The second point brings up an issue that confused me when I was first learning Haskell; maybe I can help others that are similarly confused. Coming from OO languages, the lack of heterogeneous containers seems painful in Haskell - after all, in OO languages you use containers of superclass or interface pointers all the time. Haskell has a different approach to handling the same problems, though, and it turns out there are several ways you can create (or eliminate the need for) heterogeneous containers.
The idiomatic way you'd create a "heterogeneous container" is to store a single algebraic datatype with different constructors, rather than try to store different types at all. This doesn't actually give you a heterogeneous container, of course, but it works perfectly in most cases, because in most cases the set of things you need to store in the container is closed. You really only need a truly heterogeneous container when you need the ability for someone else to come along and extend that set. Concretely, if you're writing a ray tracing application, you know all the possible shapes you may need to handle, and this approach is perfect.
On the other hand, if you're writing a ray tracing library and you want the library user to be able to define new shapes, you may want to consider another approach. The idiomatic approach here was already mentioned by dllthomas: this is a functional programming language, so use functions! Specifically, use a record of functions, with each function in the record serving the same role as a method in OO. The functions can have private data by closing over it.
Haskell has a couple of other options available, as well.
You can use existential types, but they don't really buy you anything over the record of functions approach other than perhaps looking superficially more like how you'd do things in an OO language. With this approach you define a typeclass and make all the types you want to store instances of it. The container then stores instances of the typeclass, rather than a concrete type.
You can also use Data.Dynamic to create dynamic values, which will allow you to store a truly unconstrained mix of types in the same container. Since you have to cast the dynamic values back to their real type before using them, though, this isn't a great solution - you end up with code that looks similar to chains of 'instanceof' in Java or 'dynamic_cast' in C++.
> The idiomatic approach here was already mentioned by dllthomas: this is a functional programming language, so use functions! Specifically, use a record of functions, with each function in the record serving the same role as a method in OO. The functions can have private data by closing over it.
This is also how one does OO programming in C: just roll your own v-table using a struct of function pointers. You don't get to close over an environment in that case, so you have to be careful to pass everything in.
records of fuctions vs typeclasses: In general, you use a class when you want a different type for each different behavior, and there's only one sane behavior choice for each type.
The idiomatic way you'd create a "heterogeneous container" is to store a single algebraic datatype with different constructors, rather than try to store different types at all. This doesn't actually give you a heterogeneous container, of course, but it works perfectly in most cases, because in most cases the set of things you need to store in the container is closed. You really only need a truly heterogeneous container when you need the ability for someone else to come along and extend that set. Concretely, if you're writing a ray tracing application, you know all the possible shapes you may need to handle, and this approach is perfect.
On the other hand, if you're writing a ray tracing library and you want the library user to be able to define new shapes, you may want to consider another approach. The idiomatic approach here was already mentioned by dllthomas: this is a functional programming language, so use functions! Specifically, use a record of functions, with each function in the record serving the same role as a method in OO. The functions can have private data by closing over it.
Haskell has a couple of other options available, as well.
You can use existential types, but they don't really buy you anything over the record of functions approach other than perhaps looking superficially more like how you'd do things in an OO language. With this approach you define a typeclass and make all the types you want to store instances of it. The container then stores instances of the typeclass, rather than a concrete type.
You can also use Data.Dynamic to create dynamic values, which will allow you to store a truly unconstrained mix of types in the same container. Since you have to cast the dynamic values back to their real type before using them, though, this isn't a great solution - you end up with code that looks similar to chains of 'instanceof' in Java or 'dynamic_cast' in C++.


Copy each line from the listing below where the word "shaft" shows up.
(Records for processing)
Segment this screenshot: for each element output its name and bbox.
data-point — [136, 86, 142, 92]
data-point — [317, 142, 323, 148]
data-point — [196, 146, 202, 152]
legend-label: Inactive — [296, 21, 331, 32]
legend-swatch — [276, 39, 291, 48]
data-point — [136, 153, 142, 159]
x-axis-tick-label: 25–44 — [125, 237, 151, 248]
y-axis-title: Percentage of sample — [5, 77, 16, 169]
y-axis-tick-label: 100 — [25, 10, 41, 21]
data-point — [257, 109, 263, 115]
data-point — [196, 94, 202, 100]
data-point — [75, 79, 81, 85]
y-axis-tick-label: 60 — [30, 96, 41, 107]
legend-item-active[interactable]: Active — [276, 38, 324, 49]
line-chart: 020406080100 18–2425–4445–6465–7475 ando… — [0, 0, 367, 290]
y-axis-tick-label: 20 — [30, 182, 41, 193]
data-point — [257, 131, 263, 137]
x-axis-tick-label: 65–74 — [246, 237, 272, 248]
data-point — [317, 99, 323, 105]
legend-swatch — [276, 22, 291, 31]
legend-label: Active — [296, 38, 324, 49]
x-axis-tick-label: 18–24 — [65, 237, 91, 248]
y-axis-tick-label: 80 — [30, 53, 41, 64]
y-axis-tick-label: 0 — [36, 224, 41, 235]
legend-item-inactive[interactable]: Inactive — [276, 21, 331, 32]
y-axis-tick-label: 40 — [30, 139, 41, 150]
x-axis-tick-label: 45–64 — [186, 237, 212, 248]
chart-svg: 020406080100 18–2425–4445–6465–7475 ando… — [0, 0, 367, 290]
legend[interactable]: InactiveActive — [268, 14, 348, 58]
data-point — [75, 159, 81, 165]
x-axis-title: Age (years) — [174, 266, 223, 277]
(End Records for processing)
(Records for processing)
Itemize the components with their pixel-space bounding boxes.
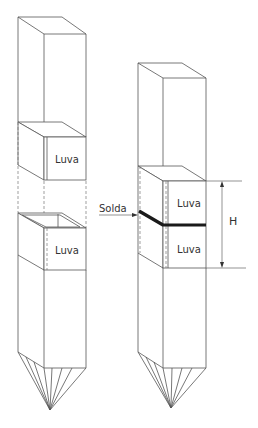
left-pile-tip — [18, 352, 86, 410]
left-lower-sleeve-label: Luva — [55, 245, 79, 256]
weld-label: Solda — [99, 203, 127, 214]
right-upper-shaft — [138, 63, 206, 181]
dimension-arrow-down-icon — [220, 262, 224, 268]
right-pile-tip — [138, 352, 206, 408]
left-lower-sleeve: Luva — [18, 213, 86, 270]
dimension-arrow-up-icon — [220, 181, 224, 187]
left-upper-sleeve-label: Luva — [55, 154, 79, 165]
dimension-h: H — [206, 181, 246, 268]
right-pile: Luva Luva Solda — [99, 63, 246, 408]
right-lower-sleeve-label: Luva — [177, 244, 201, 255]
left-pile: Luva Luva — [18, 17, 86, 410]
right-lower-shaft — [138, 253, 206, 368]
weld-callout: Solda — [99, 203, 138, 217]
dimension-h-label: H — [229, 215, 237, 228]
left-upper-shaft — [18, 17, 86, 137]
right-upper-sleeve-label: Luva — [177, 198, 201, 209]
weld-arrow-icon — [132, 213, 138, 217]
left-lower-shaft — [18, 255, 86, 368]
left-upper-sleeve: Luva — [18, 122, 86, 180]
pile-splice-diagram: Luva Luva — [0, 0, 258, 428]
(End Records for processing)
The answer:
right-upper-shaft — [138, 63, 206, 181]
right-lower-shaft — [138, 253, 206, 368]
left-upper-shaft — [18, 17, 86, 137]
left-lower-shaft — [18, 255, 86, 368]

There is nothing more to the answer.